Researchers quantified compounds emitted when cooking food (a type of volatile organic compound (VOC)) along a busy restaurant-filled street in Las Vegas, comparing the amount emitted by gasoline-powered cars. They found similar high concentrations.
According to NOAA's report, researchers found that “on average 21% of the total mass of anthropogenic VOCs present in Las Vegas' outdoor air was due to cooking activities.”
“Twenty percent comes from cooking, which is about the same as the tailpipe emissions we've seen,” said Matthew Coggon, a research chemist at NOAA and the study's lead author. Ta. “Basically, cooking produces as many volatile organic compounds as exhaust pipe emissions.”
These compounds are important because they are known to react with nitrogen oxides in the atmosphere to form smog and reduce air quality, he said. The study, published last month in the journal Atmospheric Chemistry and Physics, said researchers focused on data from Las Vegas but also included tests in Los Angeles and Boulder, Colorado.
“We are measuring half of the 'recipe' for smog formation,” Cogon said. “That's the important part.”
As cars have gotten cleaner in recent decades, Cogon and his team are working to track down other contributors to air quality degradation, ultimately linked to cooking emissions. .
“You can choose [the aroma] You can stand up and see, 'Oh, this is a grill that's cooking,'” Cogon said. “But we haven't been able to really quantify the volatile organic compounds that come out of it.”
Until now, yes. The study found that emissions from cooking around crowded restaurant areas were comparable to levels found in laboratory cooking studies. And Kogon said he expects similar rates of reactive compounds to be present in Angelenos' air, extrapolating from a more limited data set collected in Los Angeles.

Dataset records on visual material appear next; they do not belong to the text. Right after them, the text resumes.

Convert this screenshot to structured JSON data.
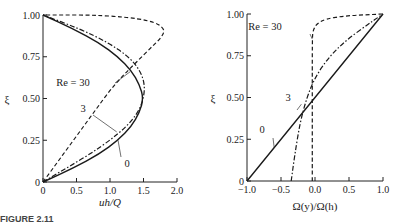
{
  "chart_data": [
    {
      "type": "line",
      "title": "",
      "xlabel": "uh/Q",
      "ylabel": "ξ",
      "xlim": [
        0,
        2.0
      ],
      "ylim": [
        0,
        1.0
      ],
      "xticks": [
        "0",
        "0.5",
        "1.0",
        "1.5",
        "2.0"
      ],
      "yticks": [
        "0",
        "0.25",
        "0.50",
        "0.75",
        "1.00"
      ],
      "grid": false,
      "legend": "inline curve labels",
      "series": [
        {
          "name": "Re = 0",
          "label": "0",
          "style": "solid",
          "x": [
            0,
            0.45,
            0.84,
            1.12,
            1.32,
            1.44,
            1.5,
            1.44,
            1.32,
            1.12,
            0.84,
            0.45,
            0
          ],
          "y": [
            0,
            0.083,
            0.167,
            0.25,
            0.333,
            0.417,
            0.5,
            0.583,
            0.667,
            0.75,
            0.833,
            0.917,
            1.0
          ]
        },
        {
          "name": "Re = 3",
          "label": "3",
          "style": "dash-dot",
          "x": [
            0,
            0.35,
            0.7,
            1.0,
            1.25,
            1.42,
            1.5,
            1.52,
            1.45,
            1.28,
            0.98,
            0.55,
            0
          ],
          "y": [
            0,
            0.083,
            0.167,
            0.25,
            0.333,
            0.417,
            0.5,
            0.583,
            0.667,
            0.75,
            0.833,
            0.917,
            1.0
          ]
        },
        {
          "name": "Re = 30",
          "label": "Re = 30",
          "style": "dashed",
          "x": [
            0,
            0.2,
            0.4,
            0.6,
            0.8,
            1.0,
            1.2,
            1.4,
            1.6,
            1.78,
            1.82,
            1.6,
            0.9,
            0
          ],
          "y": [
            0,
            0.11,
            0.22,
            0.33,
            0.44,
            0.55,
            0.64,
            0.72,
            0.8,
            0.87,
            0.92,
            0.97,
            1.0,
            1.0
          ]
        }
      ]
    },
    {
      "type": "line",
      "title": "",
      "xlabel": "Ω(y)/Ω(h)",
      "ylabel": "ξ",
      "xlim": [
        -1.0,
        1.0
      ],
      "ylim": [
        0,
        1.0
      ],
      "xticks": [
        "−1.0",
        "−0.5",
        "0.0",
        "0.5",
        "1.0"
      ],
      "yticks": [
        "0",
        "0.25",
        "0.50",
        "0.75",
        "1.00"
      ],
      "grid": false,
      "legend": "inline curve labels",
      "series": [
        {
          "name": "Re = 0",
          "label": "0",
          "style": "solid",
          "x": [
            -1.0,
            1.0
          ],
          "y": [
            0,
            1.0
          ]
        },
        {
          "name": "Re = 3",
          "label": "3",
          "style": "dash-dot",
          "x": [
            -0.35,
            -0.3,
            -0.22,
            -0.12,
            0.0,
            0.2,
            0.45,
            0.75,
            1.0
          ],
          "y": [
            0,
            0.15,
            0.35,
            0.5,
            0.62,
            0.74,
            0.84,
            0.93,
            1.0
          ]
        },
        {
          "name": "Re = 30",
          "label": "Re = 30",
          "style": "dashed",
          "x": [
            -0.04,
            -0.04,
            -0.04,
            -0.03,
            0.02,
            0.15,
            0.45,
            1.0
          ],
          "y": [
            0,
            0.5,
            0.85,
            0.9,
            0.94,
            0.97,
            0.99,
            1.0
          ]
        }
      ]
    }
  ],
  "caption": "FIGURE 2.11"
}
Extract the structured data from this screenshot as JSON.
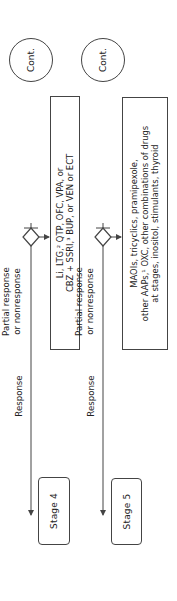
{
  "diagram": {
    "orientation": "rotated-90-ccw",
    "stages": [
      {
        "label": "Stage 4",
        "treatment": {
          "line1": "Li, LTG,² QTP, OFC, VPA, or",
          "line2": "CBZ + SSRI,³ BUP, or VEN or ECT"
        },
        "branch_label_1": "Partial response",
        "branch_label_2": "or nonresponse",
        "response_label": "Response",
        "outcome": "Cont."
      },
      {
        "label": "Stage 5",
        "treatment": {
          "line1": "MAOIs, tricyclics, pramipexole,",
          "line2": "other AAPs,¹ OXC, other combinations of drugs",
          "line3": "at stages, inositol, stimulants, thyroid"
        },
        "branch_label_1": "Partial response",
        "branch_label_2": "or nonresponse",
        "response_label": "Response",
        "outcome": "Cont."
      }
    ],
    "colors": {
      "line": "#444444",
      "background": "#ffffff",
      "text": "#222222"
    }
  }
}
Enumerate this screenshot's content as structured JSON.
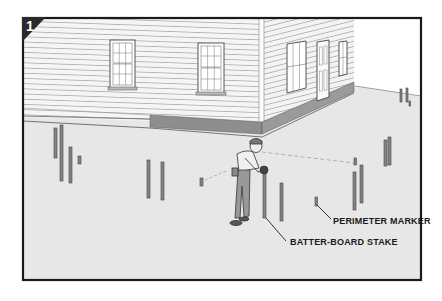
{
  "figure": {
    "step_number": "1",
    "callouts": [
      {
        "id": "perimeter-marker",
        "label": "PERIMETER MARKER"
      },
      {
        "id": "batter-board-stake",
        "label": "BATTER-BOARD STAKE"
      }
    ],
    "colors": {
      "frame": "#1a1a1a",
      "ground": "#e6e6e6",
      "siding": "#f4f4f4",
      "siding_line": "#9a9a9a",
      "foundation": "#8c8c8c",
      "stake": "#7a7a7a",
      "sky": "#ffffff"
    }
  }
}
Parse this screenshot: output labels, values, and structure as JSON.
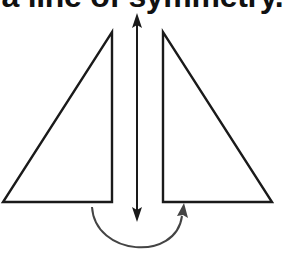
{
  "caption": {
    "text": "a line of symmetry."
  },
  "diagram": {
    "stroke_color": "#1a1a1a",
    "curve_color": "#444444",
    "background": "#ffffff",
    "left_triangle": {
      "points": "112,32 112,202 3,202"
    },
    "right_triangle": {
      "points": "163,32 163,202 272,202"
    },
    "symmetry_line": {
      "x": 137,
      "y_top": 13,
      "y_bottom": 222
    },
    "flip_arrow": {
      "path": "M92,207 C96,255 178,262 184,212"
    }
  }
}
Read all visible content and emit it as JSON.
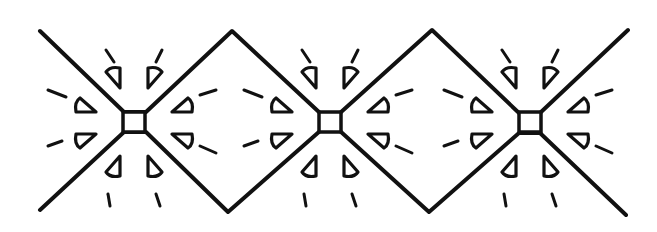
{
  "artwork": {
    "title": "",
    "description": "Black line-art border pattern: zigzag diamond band with three radiating star motifs",
    "colors": {
      "ink": "#111111",
      "paper": "#ffffff"
    },
    "motifs": [
      {
        "name": "motif-1",
        "cx": 134,
        "cy": 122
      },
      {
        "name": "motif-2",
        "cx": 330,
        "cy": 122
      },
      {
        "name": "motif-3",
        "cx": 530,
        "cy": 122
      }
    ],
    "zigzag_top": [
      [
        40,
        31
      ],
      [
        124,
        112
      ],
      [
        146,
        112
      ],
      [
        232,
        31
      ],
      [
        320,
        113
      ],
      [
        340,
        113
      ],
      [
        432,
        30
      ],
      [
        519,
        113
      ],
      [
        540,
        113
      ],
      [
        628,
        30
      ]
    ],
    "zigzag_bottom": [
      [
        40,
        210
      ],
      [
        124,
        132
      ],
      [
        146,
        132
      ],
      [
        228,
        212
      ],
      [
        320,
        131
      ],
      [
        340,
        131
      ],
      [
        429,
        212
      ],
      [
        519,
        133
      ],
      [
        540,
        133
      ],
      [
        626,
        215
      ]
    ]
  }
}
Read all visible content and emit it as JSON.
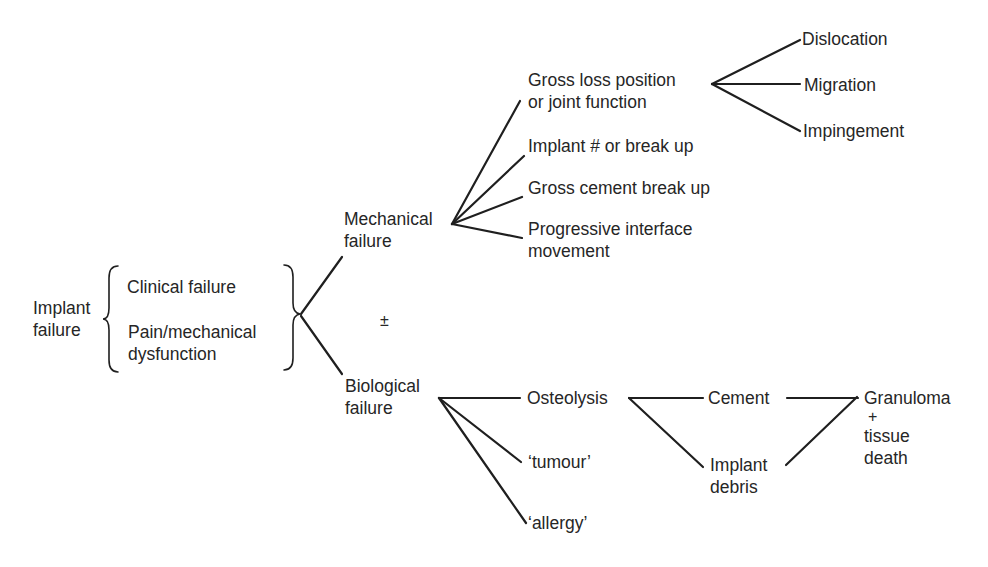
{
  "diagram": {
    "root": {
      "lines": [
        "Implant",
        "failure"
      ]
    },
    "criteria": [
      {
        "lines": [
          "Clinical failure"
        ]
      },
      {
        "lines": [
          "Pain/mechanical",
          "dysfunction"
        ]
      }
    ],
    "plus_minus": "±",
    "mechanical": {
      "lines": [
        "Mechanical",
        "failure"
      ],
      "children": [
        {
          "lines": [
            "Gross loss position",
            "or joint function"
          ]
        },
        {
          "lines": [
            "Implant # or break up"
          ]
        },
        {
          "lines": [
            "Gross cement break up"
          ]
        },
        {
          "lines": [
            "Progressive interface",
            "movement"
          ]
        }
      ],
      "gross_loss_children": [
        {
          "label": "Dislocation"
        },
        {
          "label": "Migration"
        },
        {
          "label": "Impingement"
        }
      ]
    },
    "biological": {
      "lines": [
        "Biological",
        "failure"
      ],
      "children": [
        {
          "lines": [
            "Osteolysis"
          ]
        },
        {
          "lines": [
            "‘tumour’"
          ]
        },
        {
          "lines": [
            "‘allergy’"
          ]
        }
      ],
      "osteolysis_children": [
        {
          "lines": [
            "Cement"
          ]
        },
        {
          "lines": [
            "Implant",
            "debris"
          ]
        }
      ],
      "outcome": {
        "lines": [
          "Granuloma",
          "+",
          "tissue",
          "death"
        ]
      }
    },
    "colors": {
      "ink": "#262626",
      "background": "#ffffff"
    }
  }
}
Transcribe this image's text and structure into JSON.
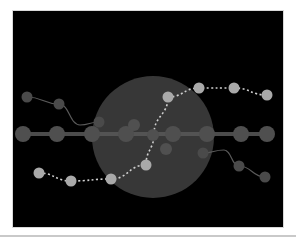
{
  "diagram": {
    "background": "#000000",
    "frame": {
      "x": 12,
      "y": 10,
      "w": 272,
      "h": 218
    },
    "big_circle": {
      "cx": 153,
      "cy": 137,
      "r": 61,
      "fill": "#3a3a3a"
    },
    "colors": {
      "main_node": "#4f4f4f",
      "inner_node": "#505050",
      "branch_node": "#4a4a4a",
      "branch_line": "#5a5a5a",
      "dashed_node": "#a9a9a9",
      "dashed_line": "#cfcfcf",
      "main_line": "#595959"
    },
    "main_line": {
      "y": 134,
      "x1": 23,
      "x2": 267
    },
    "main_nodes": [
      {
        "x": 23,
        "y": 134,
        "r": 8
      },
      {
        "x": 57,
        "y": 134,
        "r": 8
      },
      {
        "x": 92,
        "y": 134,
        "r": 8
      },
      {
        "x": 126,
        "y": 134,
        "r": 8
      },
      {
        "x": 173,
        "y": 134,
        "r": 8
      },
      {
        "x": 207,
        "y": 134,
        "r": 8
      },
      {
        "x": 241,
        "y": 134,
        "r": 8
      },
      {
        "x": 267,
        "y": 134,
        "r": 8
      }
    ],
    "inner_nodes": [
      {
        "x": 153,
        "y": 135,
        "r": 6
      },
      {
        "x": 134,
        "y": 125,
        "r": 6
      },
      {
        "x": 166,
        "y": 149,
        "r": 6
      }
    ],
    "branch_upper_left": [
      {
        "x": 27,
        "y": 97
      },
      {
        "x": 59,
        "y": 104
      },
      {
        "x": 80,
        "y": 125
      },
      {
        "x": 99,
        "y": 122
      }
    ],
    "branch_lower_right": [
      {
        "x": 203,
        "y": 153
      },
      {
        "x": 224,
        "y": 150
      },
      {
        "x": 239,
        "y": 166
      },
      {
        "x": 265,
        "y": 177
      }
    ],
    "dashed_path": [
      {
        "x": 39,
        "y": 173
      },
      {
        "x": 71,
        "y": 181
      },
      {
        "x": 111,
        "y": 179
      },
      {
        "x": 146,
        "y": 165
      },
      {
        "x": 154,
        "y": 134
      },
      {
        "x": 168,
        "y": 97
      },
      {
        "x": 199,
        "y": 88
      },
      {
        "x": 234,
        "y": 88
      },
      {
        "x": 267,
        "y": 95
      }
    ],
    "dashed_nodes": [
      {
        "x": 39,
        "y": 173
      },
      {
        "x": 71,
        "y": 181
      },
      {
        "x": 111,
        "y": 179
      },
      {
        "x": 146,
        "y": 165
      },
      {
        "x": 168,
        "y": 97
      },
      {
        "x": 199,
        "y": 88
      },
      {
        "x": 234,
        "y": 88
      },
      {
        "x": 267,
        "y": 95
      }
    ]
  }
}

But Professor Cogon said there was a big caveat to this research, noting how much of the reaction these compounds needed to form ozone and particulate matter, which can have very negative effects on human health. Researchers still don't know how often this happens.
Nevertheless, he said, it's a safe assumption because researchers know these compounds are highly reactive. “So if something is very reactive, we would expect it to be an ozone precursor.”
Cogon said research is underway to fully understand the effects of these compounds.
But each step is important to help better account for the impact of cooking emissions on the atmosphere so that air quality regulators and policymakers have the most accurate picture of what causes air pollution, he said. Ta.
Currently, “models are significantly underestimating the amount of cooking in the atmosphere,” he says. “We can now make more informed decisions.”